Chief music critic Neil McCormick rounds up his best moments from Friday...
A Glastonbury star is born CMAT’s star-making set had the entire Pyramid hillside doing what must be the world’s biggest ever two-step shuffle. Her band dress like a pound shop ABBA to perform witty pop culture ditties like a country rock Pulp fronted by Ireland’s answer to Chappel Roan. It was glorious entertainment from a performer who knows what she’s got and seized her moment to show the rest of the world.
Lewis Capaldi brings the emotion In 2023, the Scottish singer-songwriter was unable to finish his Glastonbury set, due to his Tourette’s syndrome leading to outbreaks of tics and vocal problems. He took time off to deal with health issues, but returned unannounced to complete his set. Capaldi was clearly emotional, the huge crowd that gathered for his comeback set at the Pyramid gave him the warmest of Glastonbury welcomes, and it was smiles, tears and singing all round.

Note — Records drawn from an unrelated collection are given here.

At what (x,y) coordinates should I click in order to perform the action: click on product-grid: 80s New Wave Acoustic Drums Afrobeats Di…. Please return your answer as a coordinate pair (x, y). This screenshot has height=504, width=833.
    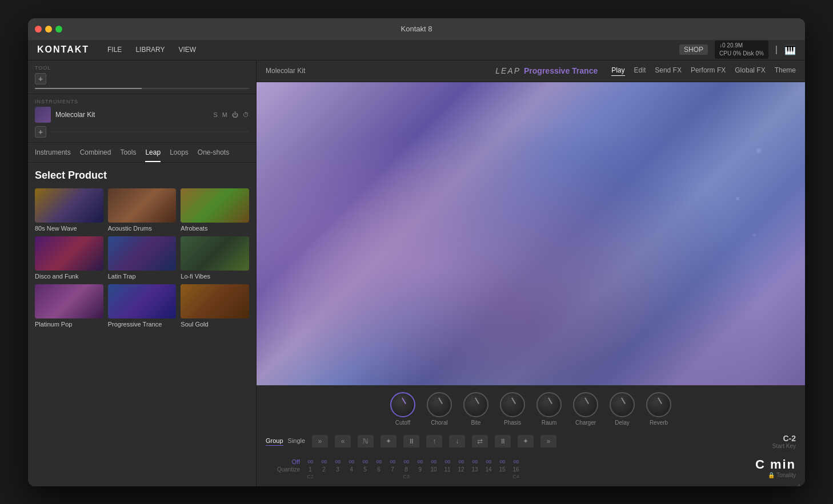
    Looking at the image, I should click on (142, 258).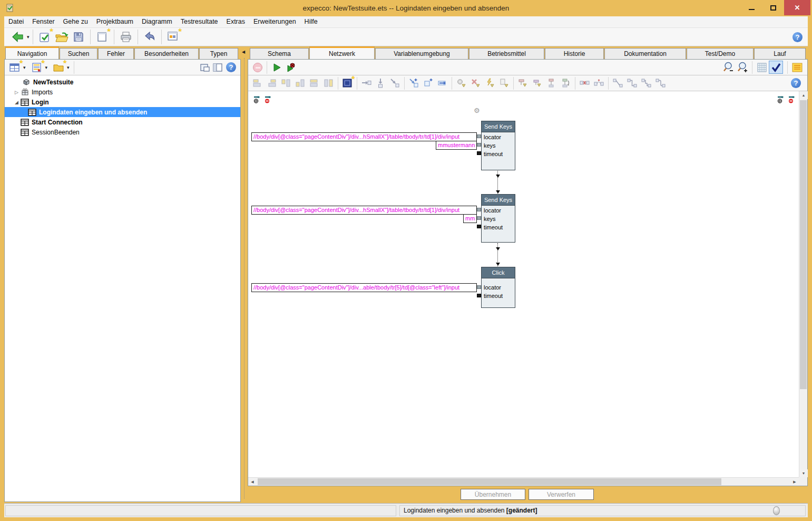 Image resolution: width=812 pixels, height=521 pixels. What do you see at coordinates (762, 67) in the screenshot?
I see `grid-toggle-button` at bounding box center [762, 67].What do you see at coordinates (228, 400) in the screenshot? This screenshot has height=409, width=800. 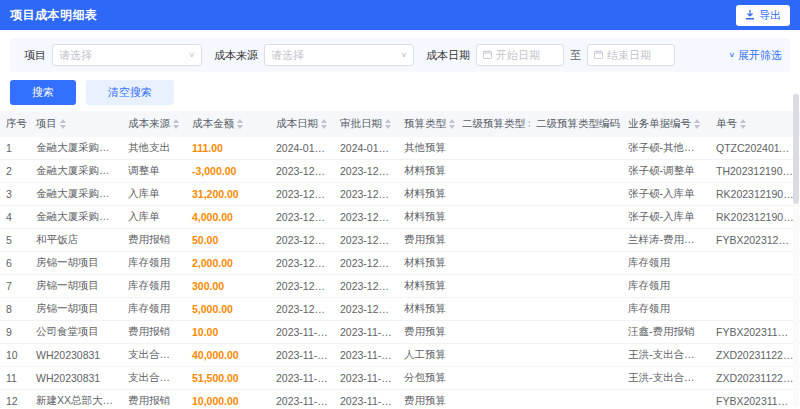 I see `table-cell: 10,000.00` at bounding box center [228, 400].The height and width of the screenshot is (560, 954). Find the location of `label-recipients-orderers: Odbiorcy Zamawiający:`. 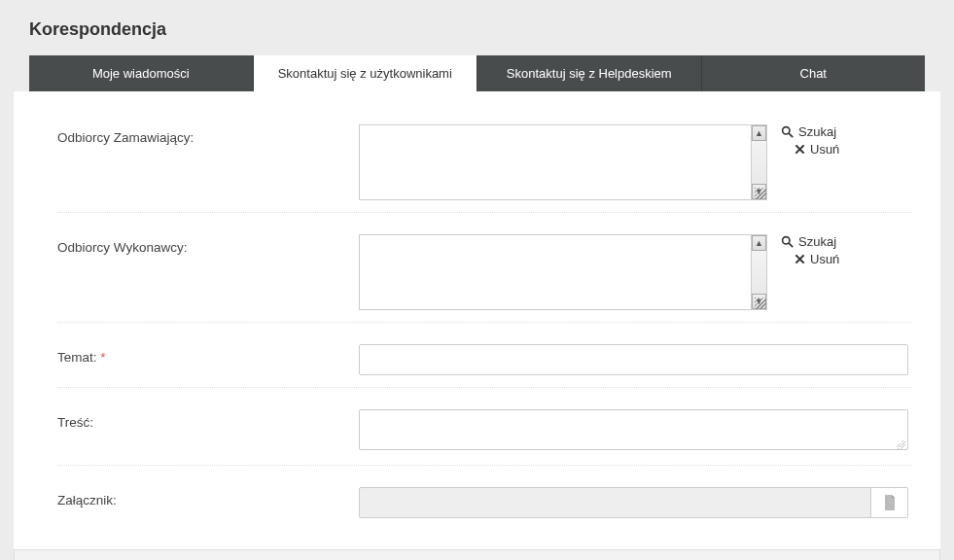

label-recipients-orderers: Odbiorcy Zamawiający: is located at coordinates (208, 134).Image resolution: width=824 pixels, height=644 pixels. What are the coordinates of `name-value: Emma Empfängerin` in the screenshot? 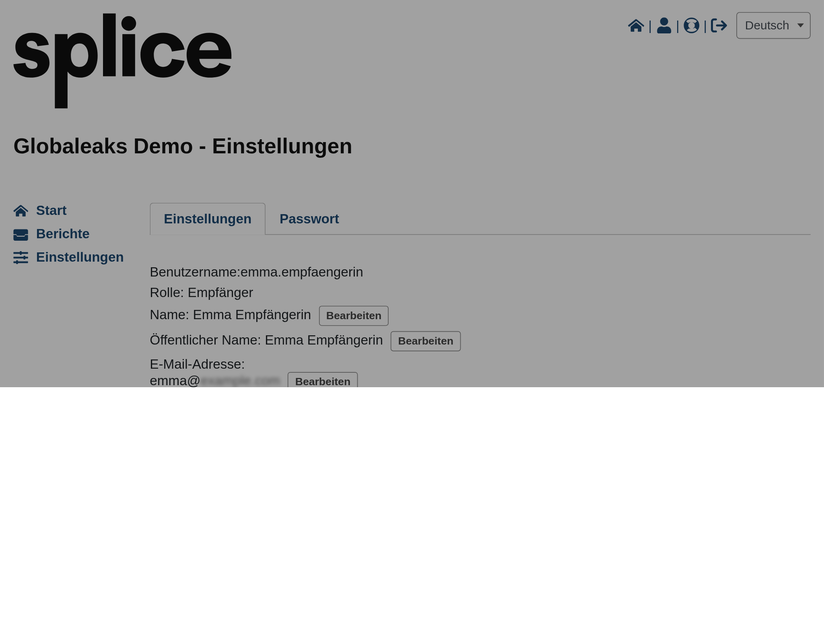 It's located at (252, 315).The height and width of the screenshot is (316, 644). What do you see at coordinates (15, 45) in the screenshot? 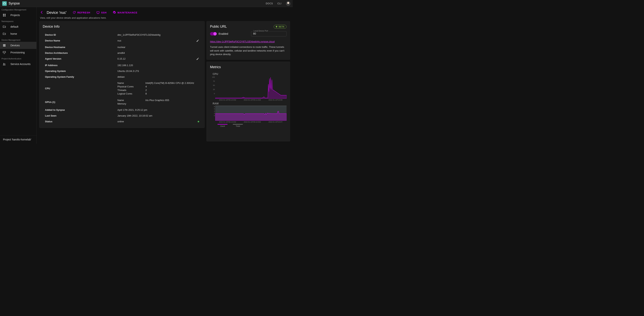
I see `sidebar-item-label: Devices` at bounding box center [15, 45].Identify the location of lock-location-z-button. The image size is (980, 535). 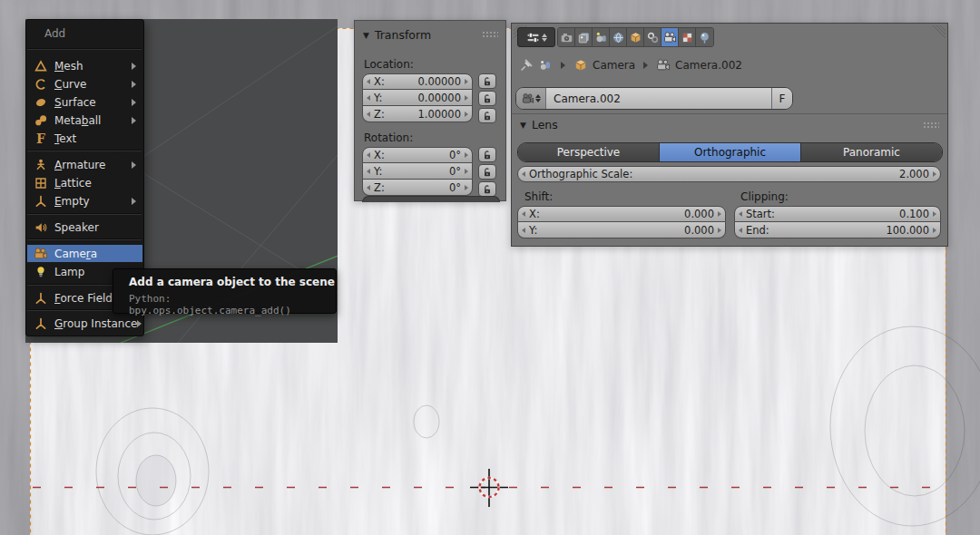
(487, 116).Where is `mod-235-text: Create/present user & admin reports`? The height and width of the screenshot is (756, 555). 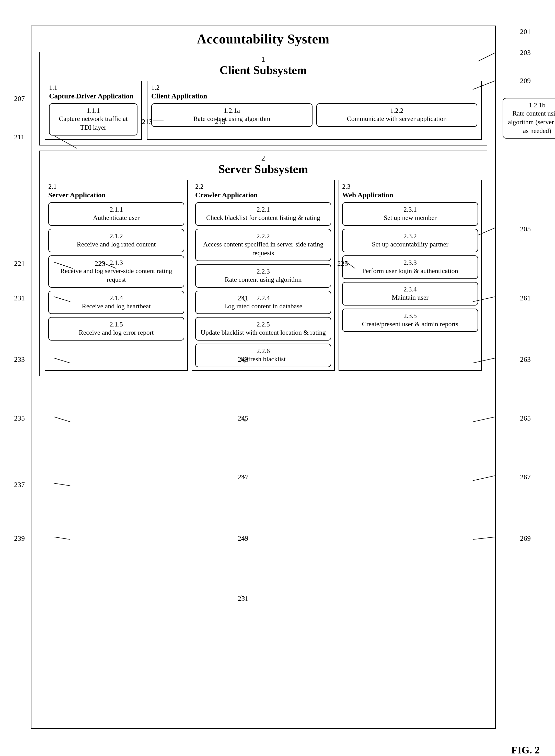 mod-235-text: Create/present user & admin reports is located at coordinates (410, 324).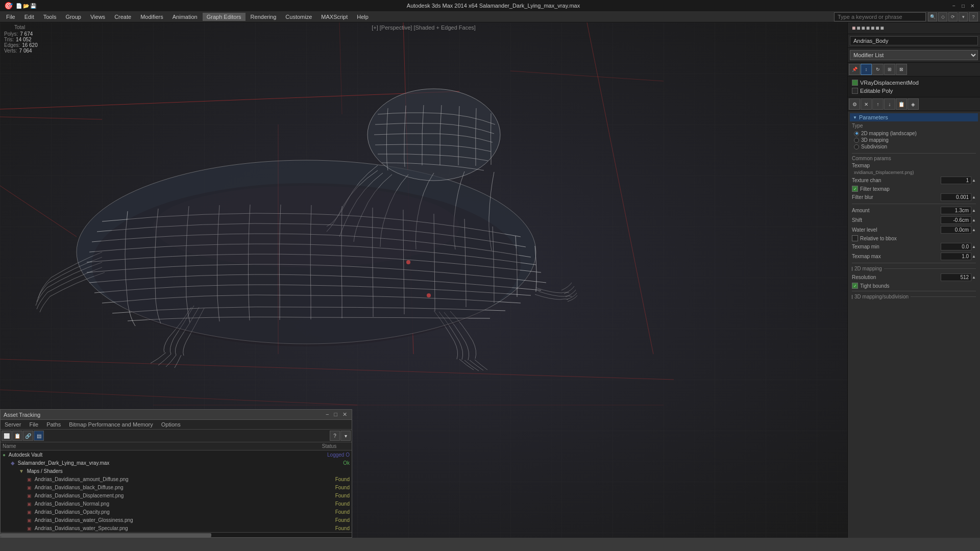 The height and width of the screenshot is (551, 980). I want to click on modifier-list-dropdown: Modifier List, so click(914, 55).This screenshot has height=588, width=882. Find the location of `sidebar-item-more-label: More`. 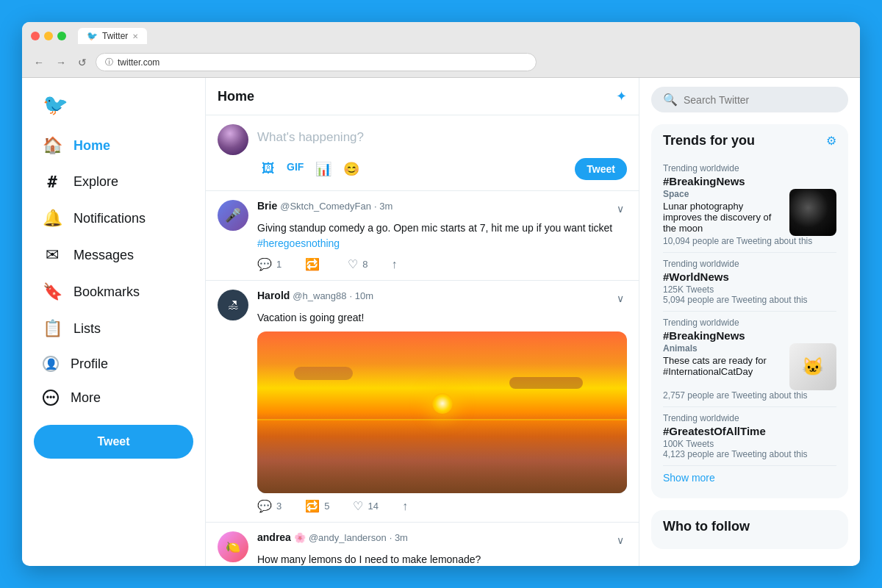

sidebar-item-more-label: More is located at coordinates (85, 398). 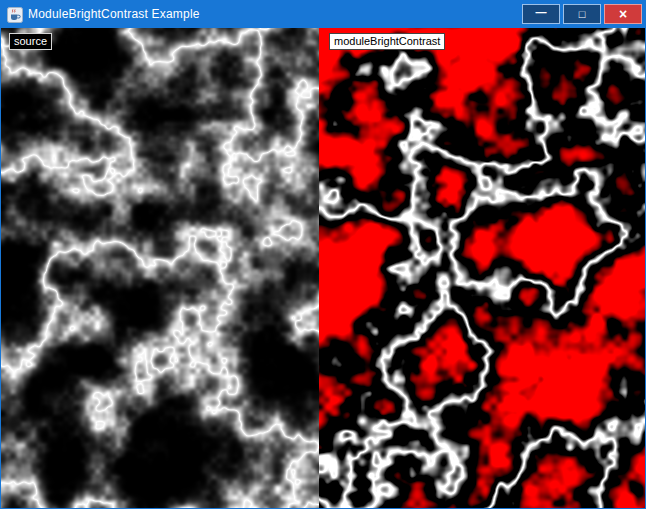 What do you see at coordinates (30, 42) in the screenshot?
I see `source-panel-label: source` at bounding box center [30, 42].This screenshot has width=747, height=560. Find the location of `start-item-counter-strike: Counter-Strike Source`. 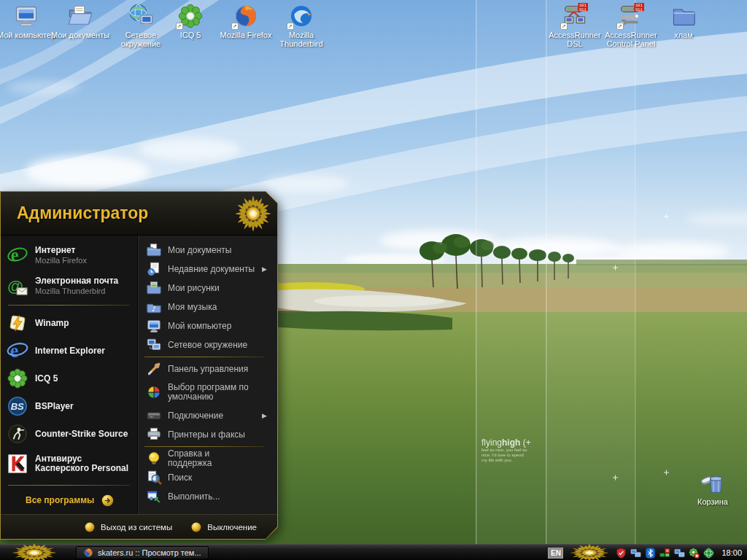

start-item-counter-strike: Counter-Strike Source is located at coordinates (71, 434).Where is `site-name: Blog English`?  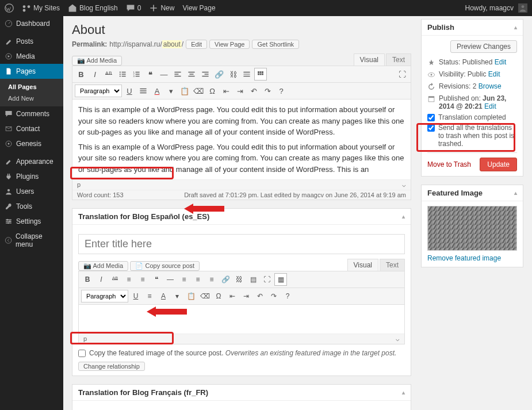 site-name: Blog English is located at coordinates (93, 8).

The skyscraper and sandpaper voice remains intact, and his by-the-numbers ballads hit all the right spots. The Search is over Vintage Merseybeat band The Searchers drew what looked like the oldest audience in Glastonbury for their last ever show. The 1960’s hitmakers were once promoted as “the second best group in Liverpool” (you can guess the first).
They may have largely been forgotten by a younger generation who still revere the Beatles, but they ended a formidable career spanning seven decades with a set of c.